22 June 2016

The Guardian: We've never had so many refugees – nor been so unwelcoming to them

The United Nations reported this week that in 2015, 65.3 million people were refugees or forcibly displaced in their own countries by war and persecution. This is the largest number ever recorded – and a testament to massive failures of both the international community and the United States in dealing with this crisis. [...]

Compounding this is the fact that most rich countries are failing to do their share to alleviate suffering. Most of those who have crossed borders are being accommodated in neighboring countries lacking substantial economic resources – such as the Somalis in Kenya and the Syrians and Iraqis in Jordan, Lebanon and Turkey. A few well-to-do countries, including Sweden, Germany and Canada, have acted generously. Others, among them Britain, Australia and the US, which distinguished themselves at other times by welcoming refugees, have now all but closed their doors.

My own country, the US, is the worst offender on both counts. It led the invasion of Iraq in 2003 without a legitimate casus belli. It set in motion the events that produced immense forcible displacement in the region. Also, it had the capacity to establish a protected zone in Syria, like the one it established for the Iraqi Kurds to protect them against Saddam Hussein following the Gulf war. It declined to do so, a failure that was publicly criticized by state department dissenters a few days ago.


= Work task =
Begin at the line holding "Identify the location of span: Logout now." and set down exactly each line through the last one below, omitting pictures. Include nothing else.
* * * * *
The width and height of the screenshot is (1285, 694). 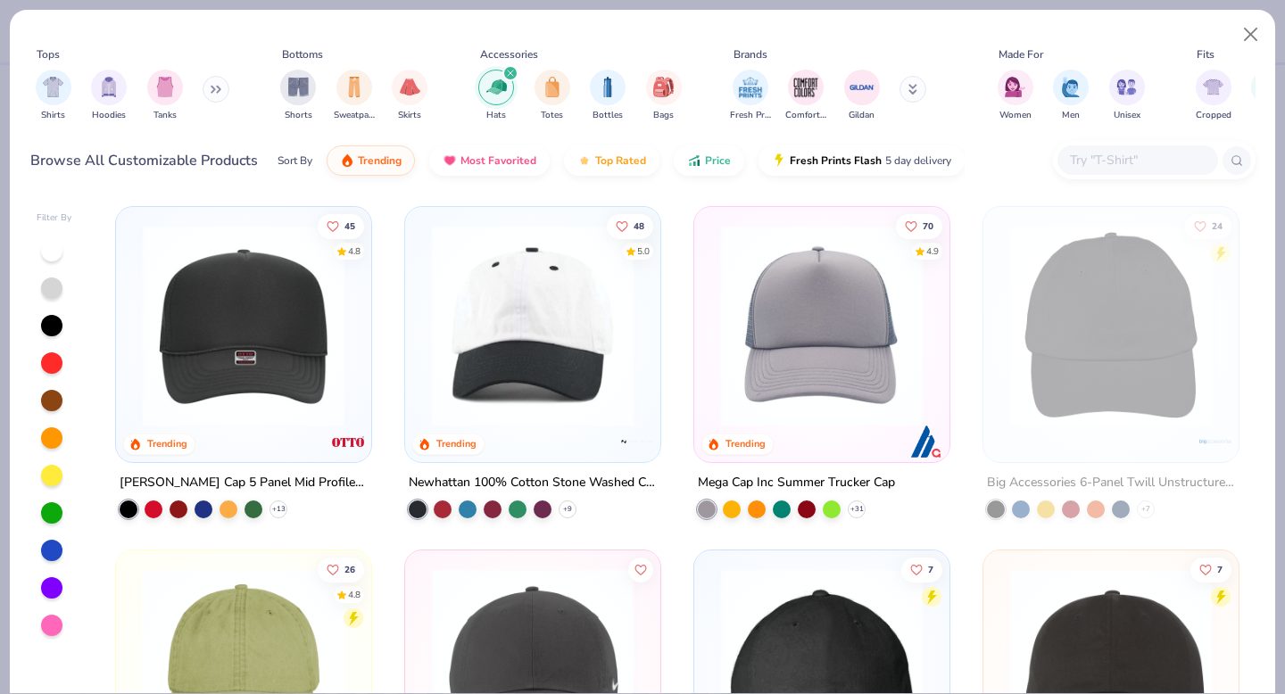 What do you see at coordinates (751, 54) in the screenshot?
I see `div: Brands` at bounding box center [751, 54].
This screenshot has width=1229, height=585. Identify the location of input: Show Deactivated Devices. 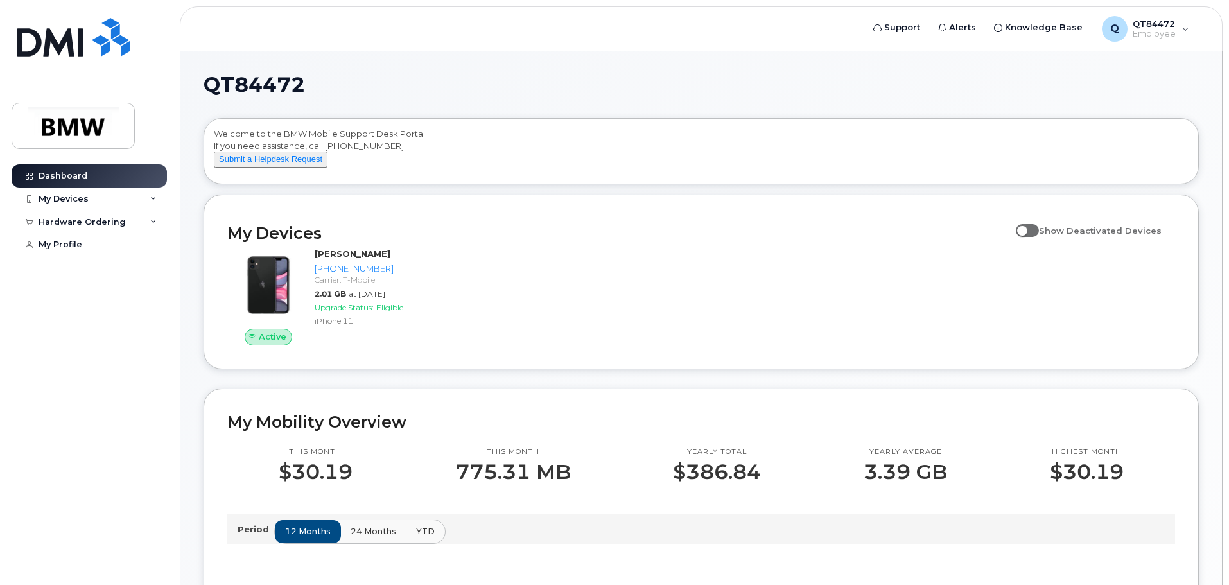
(1021, 223).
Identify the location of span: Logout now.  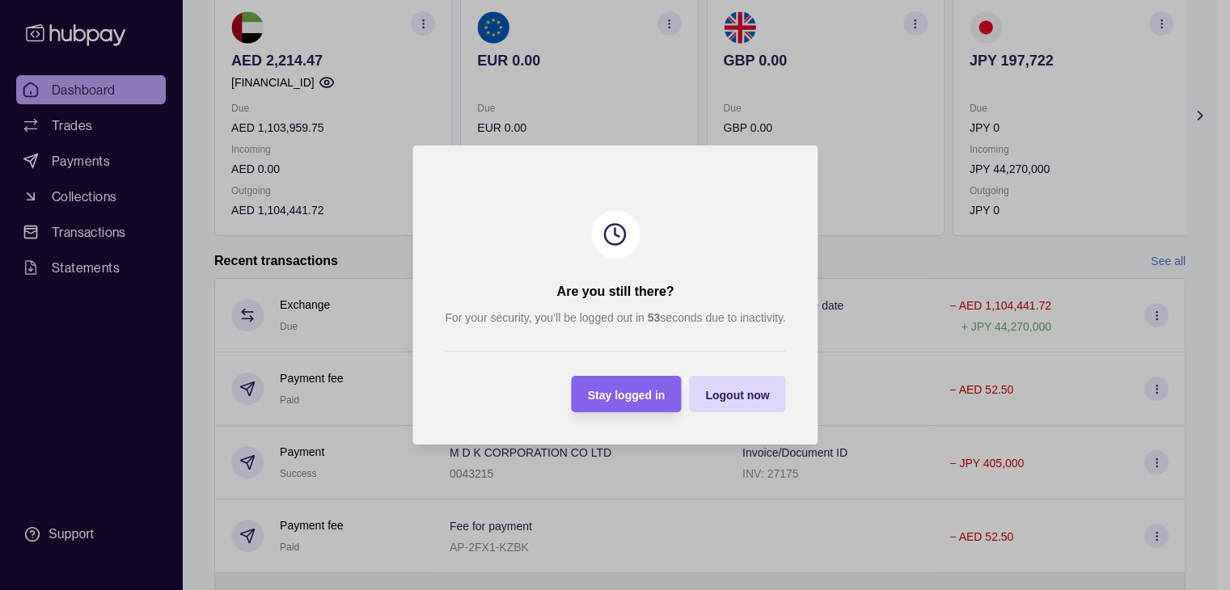
(737, 395).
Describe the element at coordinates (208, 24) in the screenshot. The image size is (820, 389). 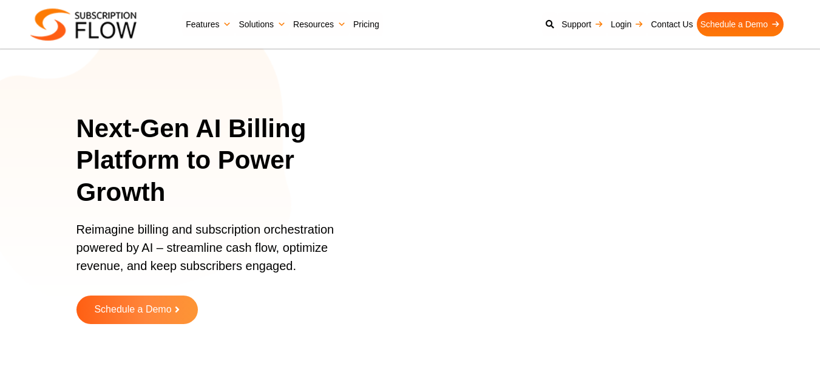
I see `a: Features` at that location.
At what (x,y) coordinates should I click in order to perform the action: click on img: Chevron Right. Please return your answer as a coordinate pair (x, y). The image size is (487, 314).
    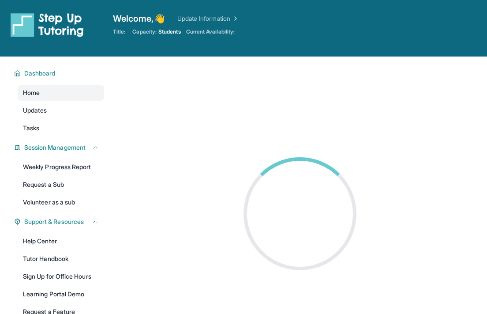
    Looking at the image, I should click on (235, 19).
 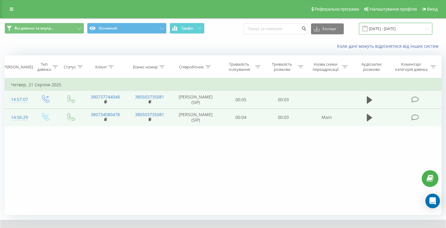 I want to click on span: Графік, so click(x=187, y=28).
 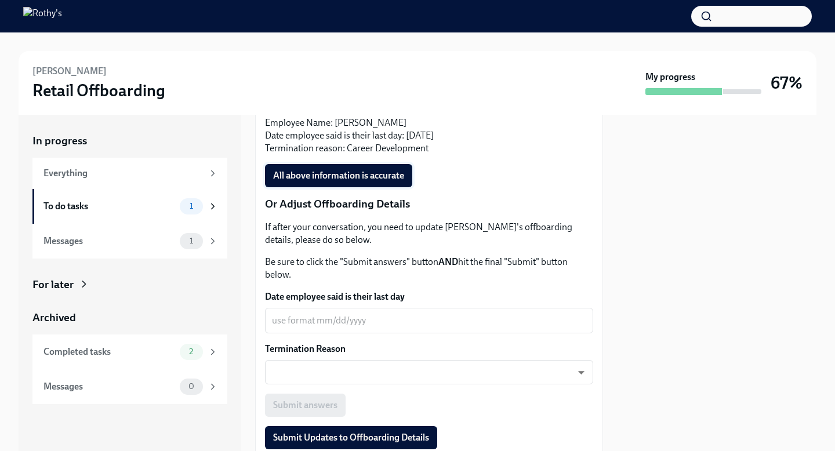 I want to click on span: All above information is accurate, so click(x=339, y=176).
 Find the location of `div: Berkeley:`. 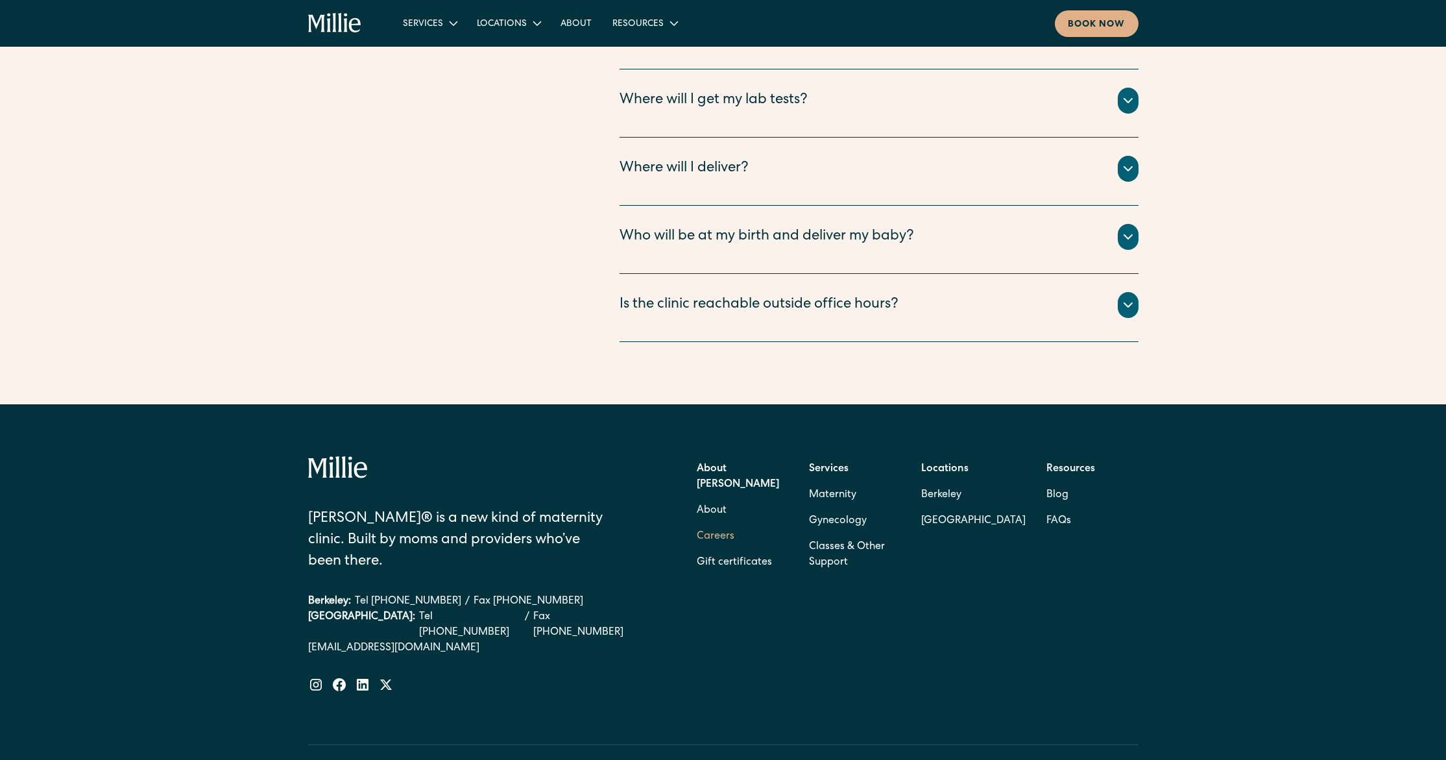

div: Berkeley: is located at coordinates (330, 601).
* * * * *
= The completed task =
Identify the location of span: Logout now.  
(737, 395).
Describe the element at coordinates (208, 24) in the screenshot. The image size is (820, 389). 
I see `a: Features` at that location.
At what (x,y) coordinates should I click in order to perform the action: click on img: Chevron Right. Please return your answer as a coordinate pair (x, y). The image size is (487, 314).
    Looking at the image, I should click on (235, 19).
  I want to click on span: Графік, so click(x=187, y=28).
  I want to click on span: All above information is accurate, so click(x=339, y=176).
 Find the location of `div: Berkeley:`. 

div: Berkeley: is located at coordinates (330, 601).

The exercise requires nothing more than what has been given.